Best Picture This: The 1973 Academy Awards- The Godfather

The Godfather opening title card.

As our Best Picture This continues on, we’re taking a look at one of the, if not the, greatest American movie ever made- The Godfather.

The Godfather

It’s 1972, but it feels more like the late Forties. Gravy is simmering on the stove. Garlic and gunpowder linger in the air. Luca Brasi is sleeping with the fishes and Don Corleone is making an offer you can’t refuse. It’s all going down at the 1973 Academy Awards where the Best Picture nominees were:

Sounder

The Emigrants

Deliverance

Cabaret

and The Godfather.

Here’s the trailer (I used the 50th Anniversary trailer because it looks so much better than the original).

 The Farley Award

How do you give a Farley Award to a film that has one iconic moment after another. Do you give it to the opening scene, “I believe in America,” that sets up the entire movie? What about giving it to Luca Brasi “sleeps with fishes?” There’s the classic Sonny being machine gunned down at the tollbooth. Michael shooting Sollozzo and Captain McCluskey at the restaurant? Then it has to be the baptism scene where Michael cleans house. It’s arguably some of the finest editing in cinema history.

Kissing Don Corleone's ring
From left to right, Salvatore Corsitto as Bonasera, James Caan as Santino ‘Sonny’ Corleone and Marlon Brando as Don Vito Corleone in ‘The Godfather’.

My first instinct was to cheat the system, combining the first scene of Nazorine, the cake maker, kissing Don Vito Corleone’s hand with the last scene of Clemenza kissing Michael Corleone’s hand. The transfer of power is complete. The college boy who told his girlfriend, “That’s my family, Kay. That’s not me” has become the head of the family. It’s when the door to Michael’s office closes and the camera sits on Kay’s face that she knows the college boy she fell in love with is no more.

But we’re going to think outside the cinema box to find our Farley Award. The Farley Award for The Godfather goes to the young boy playing Michael’s son Anthony. His isn’t necessarily a “performance.” I don’t know for a fact, but it feels like the boy was never told what was happening was all make believe. He’s genuinely frightened when Marlon Brando growls with the orange rind in his mouth. He’s full of joy when he and Brando are playing in the garden. His reactions and tears when Vito dies is pure.

Young Anthony looks at his dead grandfather and is very scared.

The Golden Take

As an Italian-American there are certain traditions that are followed generation after generation.

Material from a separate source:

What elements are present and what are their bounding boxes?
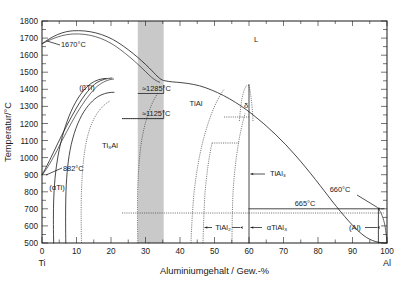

Sunday dinners with more pasta, sauce, and bread than a family can eat. Your nana telling you that you’re too skinny and you need to get meat on your bones. Big weddings that last way too long and big funerals. During the Holidays the older-older generations would still celebrate the Feast of Seven Fishes, though that practice seems few and far between as the older generations pass away. Every Sunday, whether you liked it or not, you were going to mass. In addition, you were going to every day of obligation. If it’s a Wednesday, you’re going. If it’s a Thursday, you’re going.

The one thing that is a constant in Italian-American families is the strong bond which extends out to the Italian-American community. This is not to say that all Italian-American families are tight. Families will be families no matter what their nationality or ethnic backgrounds. Families argue and get in fights. No one argues quite like an Italian mother and father. Generally speaking, Italian-American families are tight knit.

Sonny's car riddled with machine gun fire.

The Godfather may be the most famous mafia movie of its kind. In the more than fifty years since its release it has been copied, stolen from, and has inspired more movies than I can count. However, it’s more than just a mafia movie. The Godfather, more than anything, is about family. The Corleone family is like any other family in America, for the most part. The family experiences ups and downs, triumphs and defeats, and heartbreak. They just handle their problems a little different than other families. Through it all one mantra they live by is “Don’t ever go against the family.” Damn, right. Don’t ever go against the family.

Kick It or Keep It

I’m biased when it comes to The Godfather. Growing up we would watch it at least once a year. As a kid, it was something to watch. I didn’t really understand or realize what was going on in the film. As we got older the family viewings became fewer and fewer until they stopped altogether.

Kissing Don Michael Corleone's ring.

It wasn’t until I was older I could appreciate Gordon Willis’s cinematography. Listening to Nino Rota’s iconic score now brings the movie flooding into my head. Back then I couldn’t appreciate the book ends of the movie. As an older view I can say those book endings are a masterclass in storytelling. There’s not a wasted scene in the movie.

If there is a negative in the movie it’s the character of Connie. Talia Shire, Connie, spends about ninety percent of her time crying. There’s no character there to cling to or even be interested in. It’s only the fallout of her husband beating her that moves her story along to the inevitable conclusion of her husband, Carlo, being killed by Michael.

Even with that one negative is The Godfather a Keeper? Yes, The Godfather is a 100% KEEP.